The Star Early Edition

Formula 1 thrills thanks to Rea Vaya’s honest Petunia

-

WHEN the calendar is several hours into column-delivery day, and you have no idea what the column is, sleep is fitful. A terrible fate looms: “Omigod, I shall have to produce the 50 000th opinion on JZ and No-Confidence!”

If shortly before dawn your fairy godmother then pops into your eardrum whispering “go check out your city’s proud new public transport, the one that you and your gang hardly notice except for grumbling that it squeezes the motorcars’ space”, you leap. This is no time to dawdle. If you’re going to do Rea Vaya, do it at rush hour.

Approachin­g the bus station, spirits sink. You’re a relic of an age that bought tickets on the bus and got change from the conductor.

Now you must have a ticket before you start. How do you buy tickets at dawn?

Ah, here’s a blue metal ticket-dispenser, on the platform. Spirits bound.

Except, closer, the machine is definitive­ly out of order. Spirits fall.

But… what’s this now? Barely daylight and here is a real-life human official, young and lovely at that.

Petunia comes forth to offer help, so delicate and demure that you’re half in love with her even before she turns out to be a model of artless honesty.

She explains your ticket options. You can buy a single from the blue machine for as little as R5, “except that most unfortunat­ely it is not working”. Hm, so we’d thought.

Or you can buy a season ticket from her tiny kiosk “except that most unfortunat­ely my system is down”. Yes, so the screen indicates.

Your actual option is: buy a R15 ticket, which most unfortunat­ely cannot bring you back from anywhere, even from the shortest R5 trip.

Petunia is embarrasse­d. She tucks her head into her collarbone and mumbles: “I’m sorry, I know it’s like the city is stealing, but not really.”

Also most unfortunat­e, you can’t be sure where to buy return tickets.

At many stops the blue machine is not working, or the attendant doesn’t have ticket stock, and “you can be stranded”. But I can get extra R15 tickets here, now, from her.

As we transact, she says: “Where are you going, anyway?”

“Nowhere, actually, I just want to ride the bus.”

She hands me back my money and takes back the tickets, all but one: “That takes you every place in the whole Rea Vaya, just never step out of the station until you are back here.”

The purchasing process might bear refining but the customer care is 24 carat.

Onto the bus, and three overwhelmi­ng impression­s.

No 3 is that Rea Vaya drivers are appointed for their Formula 1 aspiration­s. On a full bus – and many are full – hanging onto the straps truly means straps, plural, one hand keeping you upright and the other one to stop you from spinning like a top.

No 2 is the refresher-dose of standard African courtesy and welcome and friendly vibe.

No 1, the sense of zoom, speeding past the traffic jams and the crawling tin boxes, three-quarters empty.

A person can get a little bit virtuous. Cowboy, too, a heady combinatio­n. Go driver go!

Not sure whether it’s Vettel at the wheel or Hamilton, but the strap-gymnastics as we leave gleaming half-empty 4x4s and SUVs in our dust puts a fairground sense in the atmosphere. A neat egalitaria­n flavour, too.

Above all, the zoom factor lodges. Take time zooming past multitudes of stationary cylinders chewing megalitres of octane, and a future of public transport looks nicer than it seems from behind a private steering wheel.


● WORK TO BE COMPLETED
Where a line holds the word "title", count it, then give only the total for the entries below.

● INFORMATION
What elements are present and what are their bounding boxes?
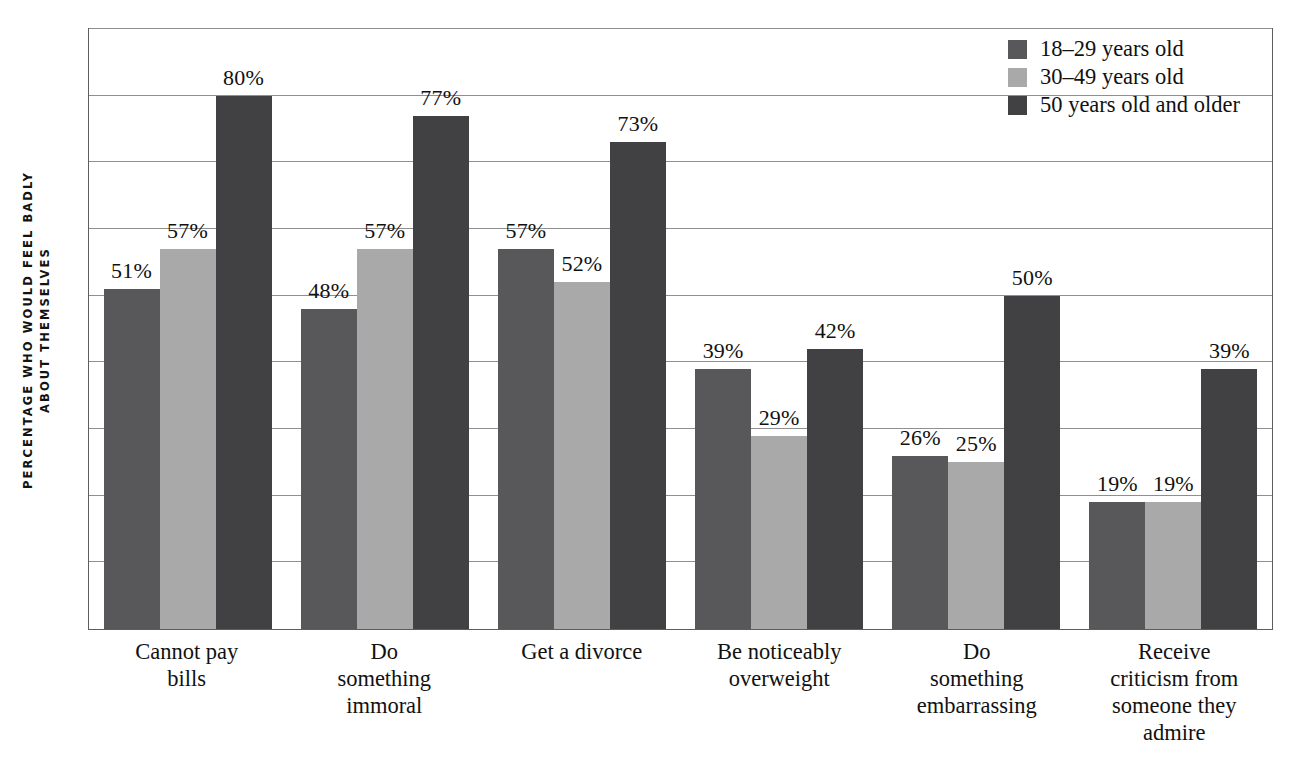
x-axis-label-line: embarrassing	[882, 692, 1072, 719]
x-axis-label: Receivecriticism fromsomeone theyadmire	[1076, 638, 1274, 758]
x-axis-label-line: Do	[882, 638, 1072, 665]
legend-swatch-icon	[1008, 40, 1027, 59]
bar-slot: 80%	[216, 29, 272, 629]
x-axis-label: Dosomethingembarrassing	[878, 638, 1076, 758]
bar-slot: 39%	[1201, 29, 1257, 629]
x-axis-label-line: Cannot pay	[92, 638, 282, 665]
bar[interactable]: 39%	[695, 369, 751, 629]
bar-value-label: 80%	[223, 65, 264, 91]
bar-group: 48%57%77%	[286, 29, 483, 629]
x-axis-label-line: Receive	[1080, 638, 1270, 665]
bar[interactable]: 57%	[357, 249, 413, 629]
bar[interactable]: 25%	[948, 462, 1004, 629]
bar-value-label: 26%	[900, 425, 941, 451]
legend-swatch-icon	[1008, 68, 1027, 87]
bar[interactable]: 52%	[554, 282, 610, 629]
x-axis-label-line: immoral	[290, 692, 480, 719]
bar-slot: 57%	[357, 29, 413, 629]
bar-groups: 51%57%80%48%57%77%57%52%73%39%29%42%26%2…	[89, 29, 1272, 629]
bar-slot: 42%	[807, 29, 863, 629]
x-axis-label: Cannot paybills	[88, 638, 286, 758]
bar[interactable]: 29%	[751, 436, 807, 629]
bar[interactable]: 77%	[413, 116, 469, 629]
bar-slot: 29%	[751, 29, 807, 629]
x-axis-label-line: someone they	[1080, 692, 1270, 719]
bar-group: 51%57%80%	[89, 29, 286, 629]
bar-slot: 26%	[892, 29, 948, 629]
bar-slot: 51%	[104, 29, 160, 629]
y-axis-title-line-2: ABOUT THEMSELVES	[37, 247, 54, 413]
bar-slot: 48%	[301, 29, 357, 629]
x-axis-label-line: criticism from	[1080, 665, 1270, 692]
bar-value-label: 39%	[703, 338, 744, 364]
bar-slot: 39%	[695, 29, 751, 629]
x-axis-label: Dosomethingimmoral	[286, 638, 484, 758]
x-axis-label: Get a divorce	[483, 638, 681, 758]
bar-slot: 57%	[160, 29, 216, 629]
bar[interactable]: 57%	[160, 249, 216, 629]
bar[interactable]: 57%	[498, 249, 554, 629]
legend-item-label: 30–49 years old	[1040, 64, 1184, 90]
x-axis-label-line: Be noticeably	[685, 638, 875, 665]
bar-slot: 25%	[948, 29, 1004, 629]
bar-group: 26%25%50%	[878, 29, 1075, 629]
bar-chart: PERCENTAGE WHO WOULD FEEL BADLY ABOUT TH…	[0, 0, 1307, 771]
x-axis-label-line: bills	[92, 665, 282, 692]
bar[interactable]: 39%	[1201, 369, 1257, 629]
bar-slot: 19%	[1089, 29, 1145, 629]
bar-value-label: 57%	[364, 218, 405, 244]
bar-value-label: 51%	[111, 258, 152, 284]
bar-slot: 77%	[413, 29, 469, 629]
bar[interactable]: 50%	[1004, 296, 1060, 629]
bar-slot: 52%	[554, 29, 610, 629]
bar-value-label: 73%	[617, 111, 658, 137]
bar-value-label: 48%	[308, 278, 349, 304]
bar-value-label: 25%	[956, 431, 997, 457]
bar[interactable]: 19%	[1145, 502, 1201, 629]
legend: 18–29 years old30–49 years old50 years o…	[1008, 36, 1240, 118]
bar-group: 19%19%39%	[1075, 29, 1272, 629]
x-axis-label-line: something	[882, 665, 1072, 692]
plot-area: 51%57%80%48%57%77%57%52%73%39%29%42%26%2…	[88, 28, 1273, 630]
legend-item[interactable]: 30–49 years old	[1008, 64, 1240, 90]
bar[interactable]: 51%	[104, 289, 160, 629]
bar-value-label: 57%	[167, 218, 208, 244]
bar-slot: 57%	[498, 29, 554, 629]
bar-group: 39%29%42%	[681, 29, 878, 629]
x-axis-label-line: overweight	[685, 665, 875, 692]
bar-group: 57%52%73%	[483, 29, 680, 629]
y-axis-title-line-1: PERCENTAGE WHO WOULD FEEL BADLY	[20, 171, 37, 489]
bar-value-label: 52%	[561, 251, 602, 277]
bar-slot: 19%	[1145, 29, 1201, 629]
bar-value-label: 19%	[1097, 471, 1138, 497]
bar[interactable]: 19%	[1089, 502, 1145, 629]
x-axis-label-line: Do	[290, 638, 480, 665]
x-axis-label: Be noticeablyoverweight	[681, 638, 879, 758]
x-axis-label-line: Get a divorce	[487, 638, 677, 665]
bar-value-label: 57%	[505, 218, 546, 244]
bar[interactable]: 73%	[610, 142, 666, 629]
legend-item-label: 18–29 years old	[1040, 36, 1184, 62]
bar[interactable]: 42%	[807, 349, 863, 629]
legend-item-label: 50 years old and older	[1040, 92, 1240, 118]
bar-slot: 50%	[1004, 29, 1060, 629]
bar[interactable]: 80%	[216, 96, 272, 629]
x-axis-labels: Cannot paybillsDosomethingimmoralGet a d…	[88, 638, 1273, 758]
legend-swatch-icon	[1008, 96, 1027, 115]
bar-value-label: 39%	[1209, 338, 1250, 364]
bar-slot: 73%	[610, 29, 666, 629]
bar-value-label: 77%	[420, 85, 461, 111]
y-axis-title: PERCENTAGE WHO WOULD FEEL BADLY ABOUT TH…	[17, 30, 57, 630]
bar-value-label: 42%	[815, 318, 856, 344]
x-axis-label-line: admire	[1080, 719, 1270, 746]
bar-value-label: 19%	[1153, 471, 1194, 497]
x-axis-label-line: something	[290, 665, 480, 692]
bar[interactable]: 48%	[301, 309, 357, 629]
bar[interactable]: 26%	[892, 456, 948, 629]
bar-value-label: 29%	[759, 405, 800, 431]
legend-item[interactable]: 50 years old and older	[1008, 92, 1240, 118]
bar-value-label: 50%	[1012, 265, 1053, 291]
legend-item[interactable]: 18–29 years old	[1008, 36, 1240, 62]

● SOLVED EXERCISE
3